Emily first heard the full story of the accident that evening, when Dick sat opposite her on the veranda and gave the account in frank anxiety and dejection.

"We're going down to-night on the nine o'clock train," he added in conclusion. "To-morrow morning he'll spend practising on the track, and to-morrow evening at six the race starts. And Lestrange starts crippled because I am a clumsy idiot. He laughs at me, but--he'd do that anyhow."

"Yes," agreed Emily. "He would do that anyhow." Her eyes were wide and terrified, the little hands she clasped in her lap were quite cold. "I wish, I wish he had never come to this place."

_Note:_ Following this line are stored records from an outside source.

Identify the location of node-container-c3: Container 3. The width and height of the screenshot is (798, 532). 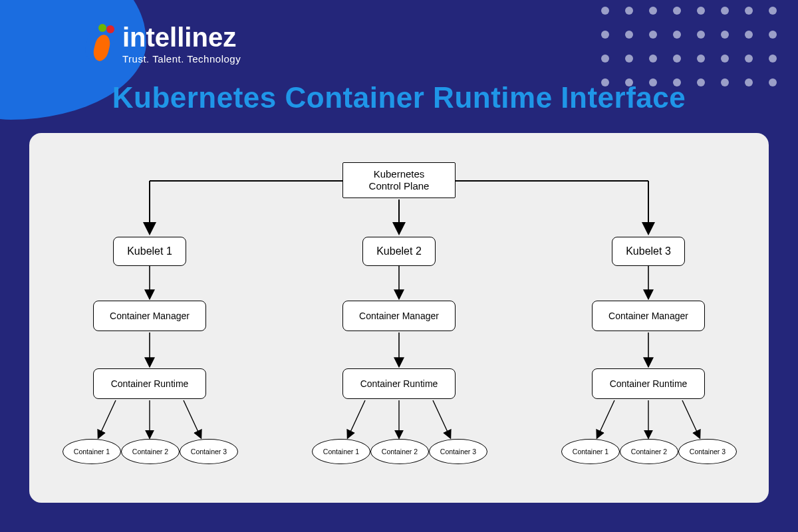
(708, 452).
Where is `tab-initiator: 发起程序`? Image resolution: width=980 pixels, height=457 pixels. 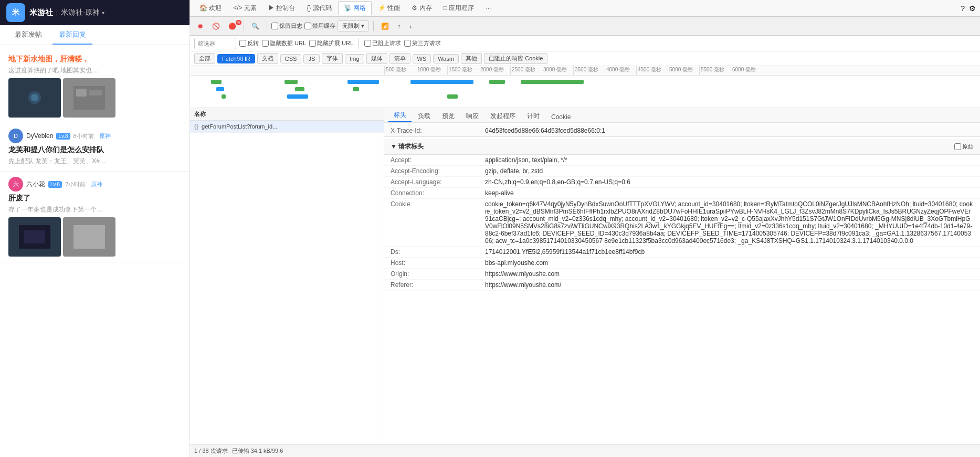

"Oh, you do?" Dick said oddly. "Maybe he will, too, before he gets through with us. We're a nasty lot, we Ffrenches; a lot of blue-blooded snobs without any red blood in us. Are you going to say good-by to me? I won't be home until it's over."

She looked at him, across the odorous dusk slowly silvering as the moon rose.

"You are going to be with him?"

Dick smoothed his leggings before standing up, surveying his strict motor costume with a gloomy pride not to be concealed.

"Yes; I'm representing our company. Lestrange might want some backing if any disputes turned up. Uncle Ethan nearly had a fit when Bailey told him what I was going to do; he called me Richard for the first time in my life. I guess I'll be some good yet, if every one except Lestrange did think I was a chump."

"I am very sure you will," she answered gently. "Good-by, Dick; you look very nice."

When he reached the foot of the steps, her voice recalled him, as she stood leaning over the rail.

"Dick, you could not make him give it up, not race this time?"

He stared up at her white figure.

"No, I could not. Don't you suppose I tried?"

"I suppose you did," she admitted, and went back to her seat.

The June night was very quiet. Once a sleepy bird stirred in the honeysuckle vines and chirped through the dark. Far below the throb of a motor passed down the road, dying away again to leave silence. Suddenly Emily Ffrench hid her face on the arm of her chair and the tears overflowed.

There was no consciousness of time while that inarticulate passion of dread spent itself. But it was nearly half an hour later when she started up at the echo of a light step on the gravel path, dashing her handkerchief across her eyes.

It was incredible, but it was true: Lestrange himself was standing before her at the foot of the low stairs, the moonlight glinting across his uncovered bronze head and bright, clear face.

"I beg pardon for trespass, Miss Ffrench," he said, "but your cousin tells me he has been saying a great deal of nonsense to you about this race, and that you were so very good as to feel some concern regarding it. Really, I had to run up and set that right; I couldn't leave you to be annoyed by Mr. Ffrench's nerves. Will you forgive me?"

Like sun through a mist his blithe voice cleaved through her distress. Before the tranquil sanity of his regard, her painted terrors suddenly showed as the artificial canvas scenes of a stage, unreal, untrue.

"It was like you to come," she answered, with a shaking sigh that was half sob. "I was frightened, yes."